CollinsWoerman is a Seattle-based architecture, planning, and interior design firm with a strong background in medical facility design from the ground up. Douglas K. Grove, AIA, a senior medical planner at the firm, says, “We listen very carefully to our clients’ leadership team to ensure that a patient’s experience reflects the health care organization’s mission of providing safe, quality care that’s accessible and easy to navigate. Sometimes, that means situating related treatment spaces close by so that patients don’t have to be inconvenienced by having to go from wing-to-wing to find imaging or labs.” Patient check-in areas are starting to resemble hotel reception spaces, says Carole Kassir-Garcia is a senior associate/senior interior designer at CollinsWoerman. “When a patient arrives in the reception area, we want them to feel well-received and comfortable, and to effortlessly find their destinations with distinctive visual directional elements.” These spaces incorporate environmental elements, such as windows with views of outdoor landscapes for the purpose of orientation and to provide positive distraction. “The purpose is to blend hospitality with wellness.”

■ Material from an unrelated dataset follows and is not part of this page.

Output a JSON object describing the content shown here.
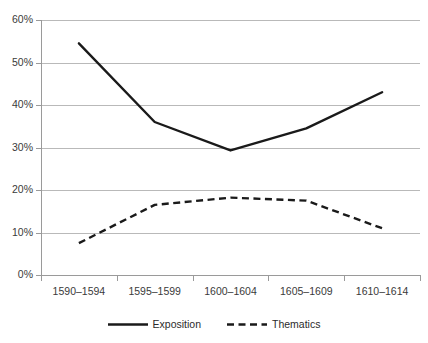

If You Were the Patient. . . Ask yourself what you would want to experience as a patient and make that part of your customer service program. Remember, patients’ impressions of your brand are formed from organic relationship-building processes; they need cause for wanting to be loyal. Give them good reasons for drafting thumbs-up reviews on your patient comment cards and online physician review web sites.  Karen Meek is a senior corporate communications strategist. She can be reached at [email protected].

3 Eliminate processes that don’t add value to employees, patients or your workflow.

14printed in the November/December 2010 “Bulletin” vol. 89 no. 6. First Reprinted with permission of the King County Medical Society.